Which would make the cache_op_len result in something that will not overflow when we add it to the start address. This would result in the kernel doing the cache operation starting at an address in the physmap that corresponds to our VMO, but continuing for 0x20001 bytes more. Given that the memory committed to our VMO is not necessarily contiguous, we are operating on a range of physical memory that is outside of our VMO.

An image of the physmap and a VMO with one page committed. The 32 pages afterthe committed page in the bitmap are grayed out, indicating that they will beaffected by the bug

If we increase len we end up operating over even more pages, but it will be clear later that we want to operate on the minimum amount of pages possible.

Note that in order for the cache operation to be issued, the page at start_offset has to be committed.
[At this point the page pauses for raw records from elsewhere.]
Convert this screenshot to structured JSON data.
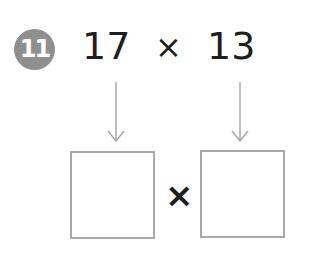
{
  "problem": {
    "number": "11",
    "left_operand": "17",
    "operator": "×",
    "right_operand": "13"
  },
  "answer_row": {
    "left_box_value": "",
    "operator": "×",
    "right_box_value": ""
  },
  "colors": {
    "badge": "#8f8f8f",
    "text": "#1e1e1e",
    "box_border": "#a8a8a8",
    "arrow": "#a8a8a8"
  }
}
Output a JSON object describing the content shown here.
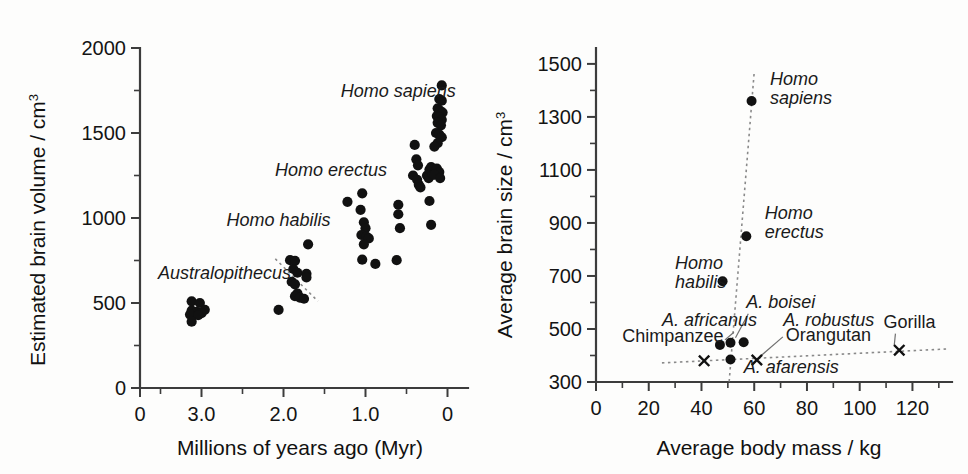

This could be done via either zx_vmo_write or via zx_vmo_op_range with the ZX_VMO_OP_COMMIT operation.

The Exploit

With the bug, we can issue cache operations on memory that is contiguous to our VMO. The interesting cache operation is ZX_VMO_OP_CACHE_INVALIDATE, which would invalidate the cache and discard the data that has not been written back to memory yet. Basically we can discard writes that happen in memory that doesn’t belong to us.

So the steps to exploit this bug would be:

  • Create a VMO with maximum size.
  • Commit the last page of that VMO.
  • Call zx_vmo_op_range with ZX_VMO_OP_CACHE_INVALIDATE and the offsets described in the bug section.

If we call zx_vmo_op_range with ZX_VMO_OP_CACHE_INVALIDATE in a loop, the kernel will quickly panic because we are invalidating writes in random locations and would cause asserts to fail, or any kind of memory corruption issues.

At this point, we have no control over what we are invalidating… Or do we?

Control what memory gets invalidated via Kernel Heap Feng-Shui

The bug lets us issue operations over the physical memory that is contiguous to our vmo page. We commit a memory page, issue a cache operation, and whatever is next to it will also be affected. However, it’s not easy to control which physical page we will get. We get whatever is on top of the PMM freelist.

We can take advantage of how the PMM works by freeing a huge contiguous allocation before commiting our vmo page. How can we do this? Using the kernel heap.

We could make a lot of kernel heap allocations, which will make the kernel grow, requesting contiguous physical memory to the PMM. Then we can free all the allocations altogether, causing the kernel to free the memory back to the PMM. This will cause contiguous physical pages to be on top of the PMM freelist. This technique is called Heap Feng-Shui.

To make kernel heap allocations, we can use sockets. The system calls that we can use to interact with the sockets are zx_socket_create and zx_socket_write. Note that differently than with VMOs, the memory used for the sockets will come from the kernel heap. This means that writing data to sockets would cause the heap to grow, and freeing them would cause the heap to shrink.

Invalidating a Local VMO

An easy way to see if our theory for contiguous memory is valid is by invalidating writes to another VMO that we own. Basically the steps are:

  • Create exploit VMO with maximum size.
  • Create target VMO with >32 pages of size.
  • Make lots of kernel allocations using sockets and filling them with data.
  • Free all the sockets.
    • This will cause contiguous memory to be put on top of the PMM freelist.
  • Commit the last page of exploit VMO.
  • Commit all pages of target VMO.
    • If the heap controlling succeeded, target VMO will have pages contiguous to the one allocated to exploit VMO.
  • Spawn N threads issuing cache invalidate operations over exploit VMO.
  • In a loop, write to target VMO random data and read it back.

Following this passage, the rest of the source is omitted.